In most cases the submitted evidence is not enough for legal action, mainly because content is uploaded from fake accounts. In such a situation, the police must issue a warrant to seize the phone or computer in which the information may be stored.

Hla Hla Yee said the police were not fast to respond to complaints, which allowed suspects to flee or dispose of evidence. It can be almost impossible to prove that an ex-partner is circulating defamatory material.

U Than Zaw Aung from the Myanmar Media Law Network acknowledged the extreme difficulty of launching legal action in cases involving fake accounts. He also expressed concern about the difficulty of arranging technically-competent prosecution witnesses.

“The witness needs to be a technician or a Facebook expert or some other expert witness, but they aren’t easy to find,” he said.

Ma Htaike Htaike Aung, program manager for Myanmar ICT for Development Organization (MIDO), was an expert witness in the high-profile case involving Kachin activist U Patrick Khum Jaa Lee. He was convicted of breaching Section 66(d) of the Telecommunications Law in January and sentenced to six months in jail over a satirical Facebook post of Tatmadaw Commander-in-Chief Senior General Min Aung Hlaing.

“The judge had no idea what I was talking about, he also didn’t care,” Htaike Htaike Aung told Frontier. “He was going in and out while I was talking, four times. He was even ordering pork fried noodles while on the chair rather than listening to what I had to say,” she said.

“In these cases the judges have already made up their minds before the case so they don’t really care what you have to say,” added Ma Phyu Phyu Thi, co-founder and development manager at MIDO.

A campaign for awareness

Dr Michael Salter, a lecturer in criminology at the University of Western Sydney, has written that many men who use revenge pornography to humiliate a former partner believe a relationship is contractual. They believe that if their partner terminates the contract by ending the relationship they must seek retribution.

There are men with similar attitudes in all cultures and societies, and some of their victims have fought back.
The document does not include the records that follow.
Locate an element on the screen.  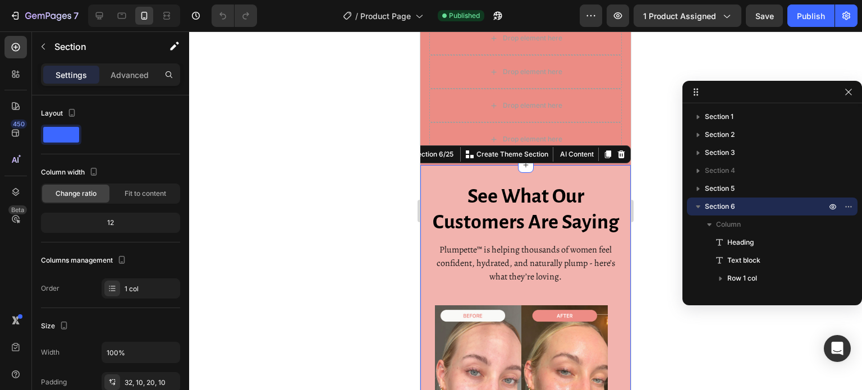
span: Section 2 is located at coordinates (720, 135).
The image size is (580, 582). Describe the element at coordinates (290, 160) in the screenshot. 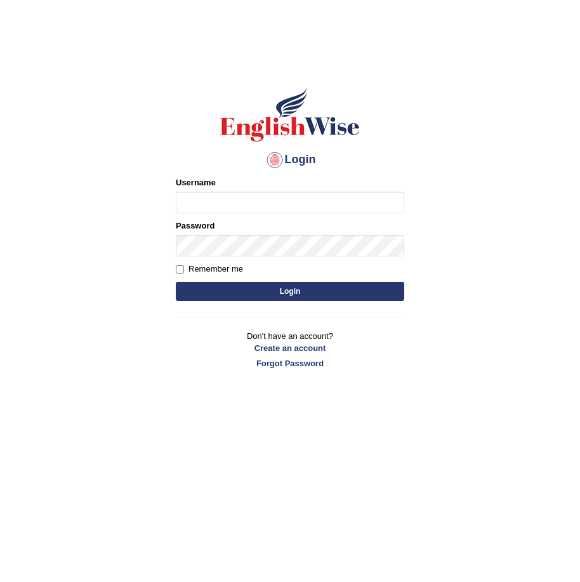

I see `h4: Login` at that location.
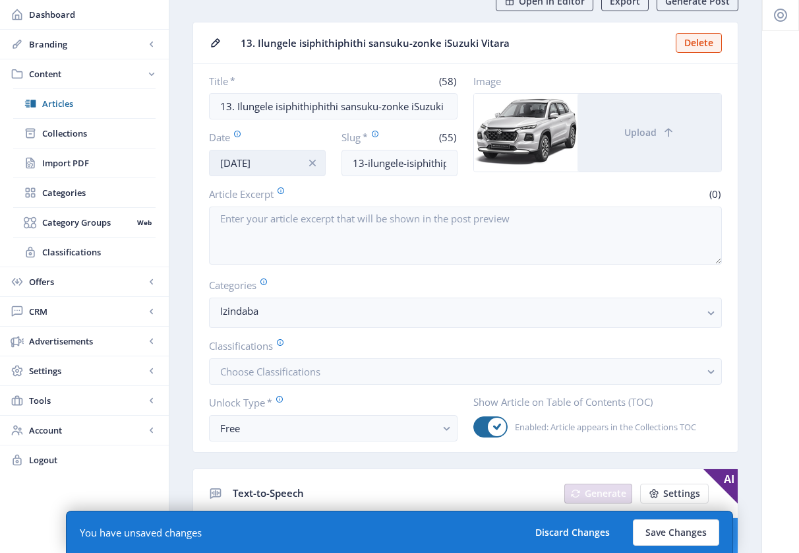  Describe the element at coordinates (84, 104) in the screenshot. I see `a: Articles` at that location.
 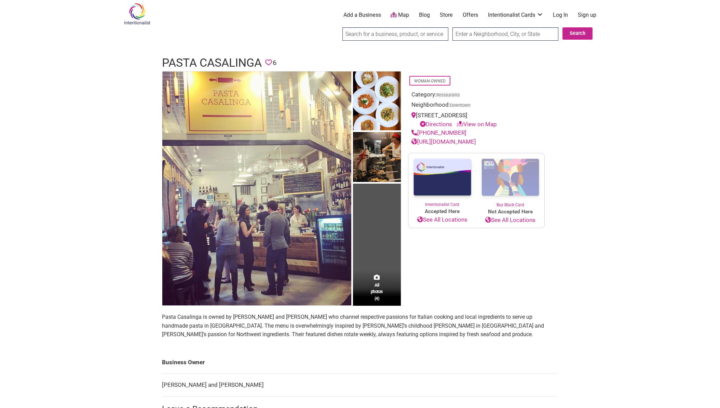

Among them is an American, Dr Holly Jacobs, whose life was devastated after a former boyfriend posted explicit images of her on scores of websites after they broke up in 2009.

After three years of damage control, including changing her name, Jacobs decided to go public about her experience. She also created a website, EndRevengePorn.org, and established an NGO, the Cyber Civil Rights Initiative, of which she is chief executive and executive director. It campaigns to make non-consensual pornography an offence in every American state.
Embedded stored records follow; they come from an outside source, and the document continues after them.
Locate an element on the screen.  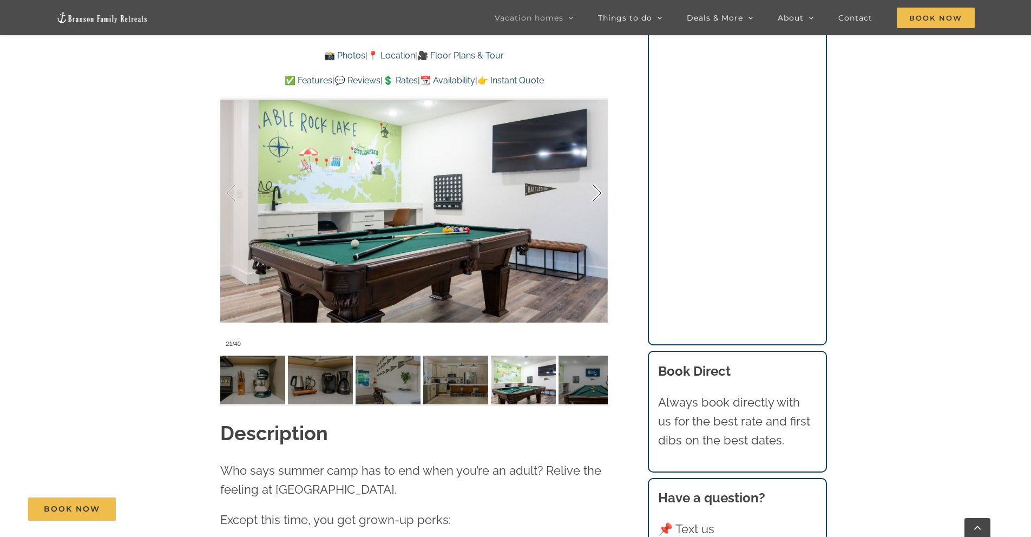
strong: Description is located at coordinates (274, 433).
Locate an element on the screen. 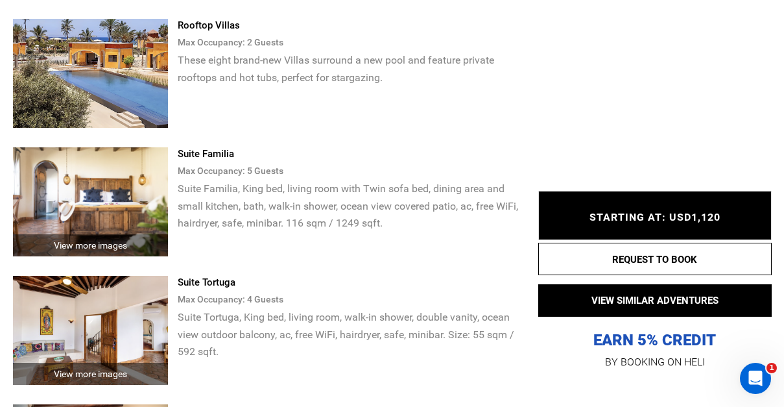  button: REQUEST TO BOOK is located at coordinates (655, 259).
The international community has been slow to take action against revenge pornography, with the Philippines being the first country to outlaw it under a 2009 law that includes a maximum penalty of seven years in prison. Revenge porn laws have since been introduced in Israel, Germany, Britain, nearly 30 American states and the Australian state of Victoria.

The Myanmar Centre for Responsible Business warned of an emerging culture of non-consensual pornography in an impact assessment of the country’s rapidly-growing ICT sector published last September.
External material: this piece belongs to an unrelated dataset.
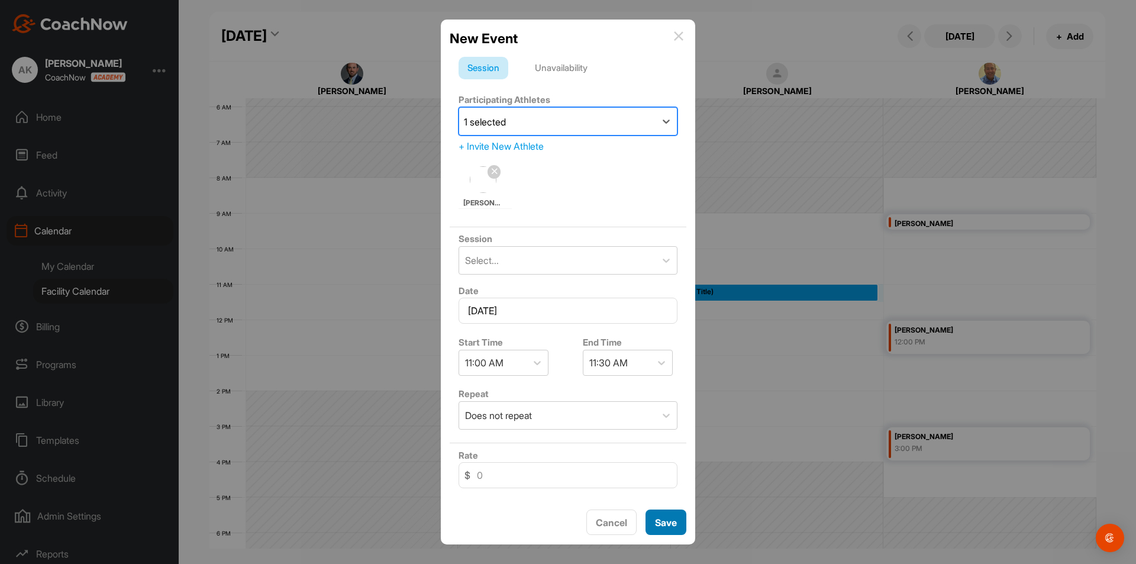  I want to click on div: Session, so click(483, 68).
The report warned that “when private intimate content is shared publically, it can often go viral, spreading beyond the original platform it was posted to, leaving the victim with limited options for remedy.”

The centre’s director, Vicky Bowman, told Frontier that legislation was needed and that it should use gender neutral language.

She said one option was an amendment to the draft law prohibiting violence against women, as was suggested by the centre in its ICT impact assessment last year.

“The alternative might be to address [the issue] in a data privacy law which we have argued is long overdue but for which there is no draft,” Bowman said.

Advocates of laws prohibiting non-consensual pornography say gender neutral language is necessary to avoid any legal imbalance.

The importance of such language was mentioned in a submission earlier this year to an Australian government inquiry into non-consensual pornography from a branch of the Young Women’s Christian Association.

“On the issue of gender inclusivity, when forming legislation, gender neutral language should be used, such as ‘they’, ‘them,’ ‘individual’ or ‘person,’ and terms such as ‘he’/’she’ should be avoided,” it said.